Now we come to the second part – speculations about why Kamal Haasan stressed on Godse’s Hindu identity in front of a largely-Muslim audience. These can be tackled at multiple levels.

At the political level, a fledgling party with little infrastructure, and packaged around the charisma of a famous film star, will necessarily seek to please all segments of society. Unfortunately, a novice’s enthusiasm allied with political immaturity blanks out that other truism – about not being able to please all of the people all of the time. Or, perhaps there is a backroom calculation, which cynically predicts that star charisma will retain the Hindu vote, even as another community is pandered to by the hype of ‘Hindu terror’.

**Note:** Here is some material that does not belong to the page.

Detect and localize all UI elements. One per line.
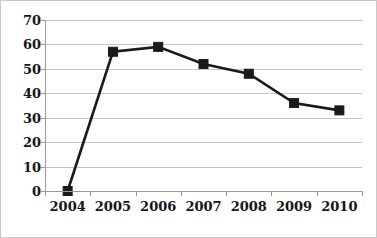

At the electoral level, Kamal Haasan’s party, the Makkal Needhi Maiam, appears to belong to the sort which sees an electorate in base, simplistic terms of vote blocs. It needs every vote it can get, any which way it can. In the absence of any well-drafted economic policy which might be communicated sagely to voters, such parties tend to effect moral compromises with themselves, and resort instead to what might kindly be called, quasi-benign demagoguery. This includes the usual, formulaic approach of appeasement, a little fear-mongering, with a dash of Hindu-bashing. Apparently that makes you look extra secular (whatever that means).

At the personal level, things get slightly more complicated, and we must tread carefully here, because hurting Kamal Haasan’s sentiments even inadvertently, would undermine the premise of this piece. Thus, in generic terms, imagine a child born in a traditional Brahmin family, and brought up in a traditional atmosphere of hymns and rituals. As that child enters adulthood, he is attracted to the Communist ideology. Advocacy of social justice is his new ritual now, and the song of Marx his new hymn. He is guilt-tripped into rejecting that traditional way of life he was brought up in. A little later, he is attracted to an evangelical outfit and indulges himself in proselytising (as Kamal Haasan admitted to anchor Karan Thapar in a television interview). Then stardom strikes and these matters stay irrelevant, until the boredom of old age forces a self-righteous entry into public service. So a born-a-Brahmin-lapsed-Christian-atheist-Marxist brimming with charisma, could appear attractive and credible to certain sections, both in the rejection of his privileged Hindu past, and his empathy for a community painted as under threat from Hindu majoritarianism (again, whatever that means).

Call it unethical if you will, or realpolitik if you are a cynic, but the merits of that approach will be decided by the mandate such a party receives. The bottom line is that if Marxism can make a man turn away from his faith, is it a fleeting romance with Evangelism in his youth, or the ambitions of his dotage, which make the contempt complete?

At the philosophical level, it is an electoral contest between parties who want to rise above caste by rejecting organised religion, and those who want to rise above caste on the strength of scripture. The problem arises when people realise that you can only reject one religion; rejecting the others unfortunately means losing those votes. So for the atheist lobby, it is a calculated risk of sorts, because believers outnumber atheists by orders of magnitude. And yet, it is a risk political parties continue to take, by selectively linking terrorism with only selected faiths.

We see precisely this sort of hypocrisy (there is no other word) in the spirited defence put up by certain groups in the Ayodhya issue, for example, over support to Puritanism against a Triple-talaq ban, or in the Sabarimala episode. On each such occasion, the characteristic response from these groups has been to sacrifice the true tenets of Liberalism at the altar of electoral profit. Ergo, the blithe manner in which the bogey of ‘Hindu terror’ is employed as an electoral trope – in Aravakurichi and elsewhere.

Thus, the apophasis of Kamal Haasan’s faith-signaling is but the latest addition to a long and growing list. The apparent ethics of his statement will be staunchly defended by a loud and tiny brigade of Laphroaig Liberals. The response will be the mandate of 23 May. Wait and watch.